We are aware that alongside the economic and political changes, which as a result of Slovene unity and the extraordinary historical circumstance we succeeded in carrying out, of equal or even greater importance is the concern for our spiritual life, for universal moral and other values of life, whose natural roots lie in the Western European Christian civilisation, in the philosophy of life with love, in mutual respect, tolerance and unsel fish help for others and those who are different. Now the Slovenes have the unique opportunity to heal many wounds, in the name of our common responsibility for the Slovene state, which has created in a civilised manner the current generation of Slovenes, and in our common work for a new future without enmity and tragic divisions kept over from the past. Such wounds have been inflicted on us many times by our inclement and cruel past, including times such as during the Second World War when, like your native Poland, we were almost wiped off the face of the earth, but rose up in resistance.
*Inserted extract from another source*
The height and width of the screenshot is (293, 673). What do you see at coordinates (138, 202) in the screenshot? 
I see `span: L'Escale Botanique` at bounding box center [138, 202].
Tolerance, mutual respect, regret, an accommodation with the right to several views as to what really happened in the past, and responsibility should help us to avoid ever rasing our hand again against our own people, and against our own brothers. Your appeals for tolerance and mutual respect, directed to all people of good will, give us support and encouragement in these our endeavours.

Your Holiness,
I welcome you here among us. You bring to us your mission of peace, reconciliation and respect. I trust that you will feel the welcome we offer to you and have a pleasant stay with us, while we will take great joy in your presence here among us, and especially in celebrating your birthday as the symbolic day of your mission. May I offer you a common greeting from all Slovenia, and of course our very best wishes!